More importantly, having taken a proper photo of her in her new studio, I can stop using the one of her holding a hot dog that she dislikes so much.
There is no doubt she is a good journalist.
But really?
All this for a 10 minute a night newscast?
I hope my once a week call to daybreak asking what happened to Nancy Wood helped in some tiny way to get Ms Wood back in the host chair (albeit not re-replacing mike finerty who goes in to attack dog mode much too often for my tastes (not that I prefer but-kissing, I have to stop listening to Q quite frequently because Jian makes sheila rogers look like a prosecuting attorney).
Nancy Wood is an example of quality broadcasting. Keep up the good work.
Uhh… regarding your last paragraph… why didn’t Nancy like the hot dog she was holding?
It was the photo she didn’t like. (The hot dog wasn’t even for her. She was holding it for someone else.)

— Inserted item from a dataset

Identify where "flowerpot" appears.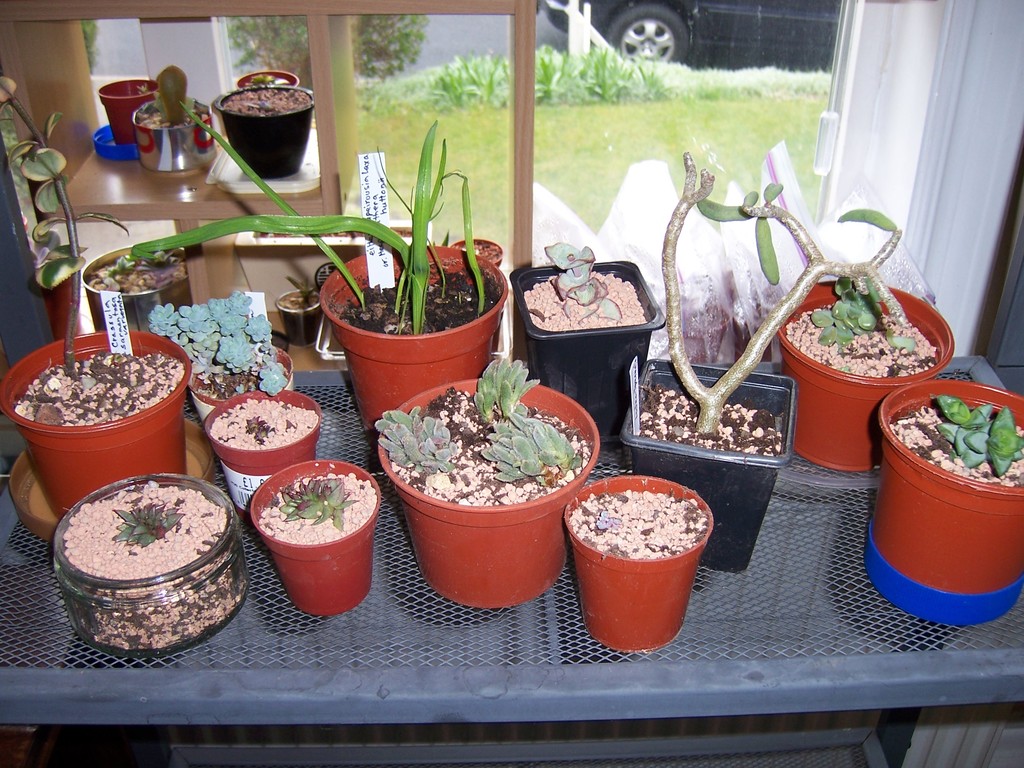
Appears at bbox=[461, 233, 505, 260].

I like Nancy. I stopped listening to Daybreak when she left.
I still use CBC as my alarm though; a few seconds of Finnerty’s voice is a lot of inspiration to get up to shut the radio off – or hit snooze as fast as humanly possible… I don’t understand why he was brought back, and I really don’t understand why people listen to him.

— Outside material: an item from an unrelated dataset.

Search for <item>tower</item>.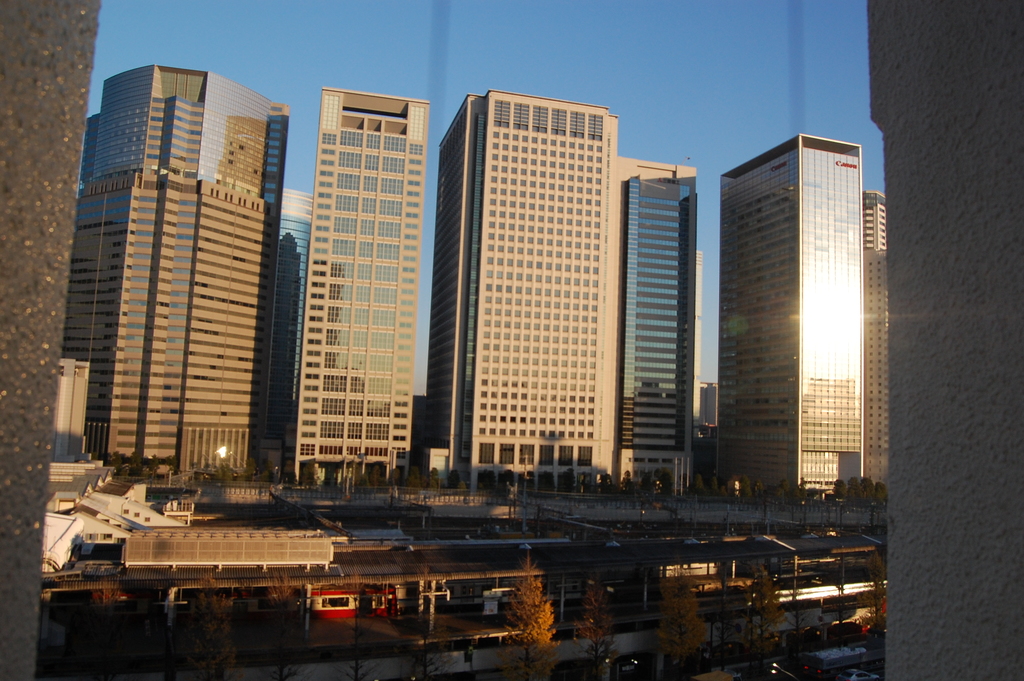
Found at bbox(284, 90, 433, 495).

I hope Nancy does well in her new role.
While you mention the downside of Nancy’s shift of working 3:15pm to 11:15pm weekdays. You don’t mention the big big upside for Nancy Wood’s new CBC Montreal gig. She gets most or all of the summer off it seems(I wish I could have that type of work schedule). I guess it’s same situation for some other anchors(or hosts) at CBC Montreal like Sonali Karnick & Debra Arbec. Has the CBC Montreal late-night newscast ratings increased since Nancy Wood took over?
Everyone gets vacation, and for a CBC veteran like Wood, it’s bound to be a bit longer than most. But she’s hardly taking the whole summer off. She’s even been substituting a bit on the 5pm newscast when Debra Arbec and Andrew Chang have taken their vacations.
We won’t be able to tell that for a while. Anglo TV ratings in Montreal are measured by diaries, and the next one won’t happen until the fall, with the results coming out in January.
Nancy Wood subbing for Debra for the supper hour newscast during the summer is that part of her regular job responsibilities doing the late night newscasts? Or she being paid overtime for all of it.? I’m seeing so many regulars on-air on radio & television taking such long extended vacation time year after year during the summer(including newbies). One guy I listen to on an all sports radio station out of town(part of the TSN/Team Radio family) has the whole summer off.
Well, I guess it depends on what you mean by “regular”. Schedules get pretty wonky during vacation time, but people substituting for others aren’t doing their regular jobs at the same time (which usually means people have to replace them, and so it goes).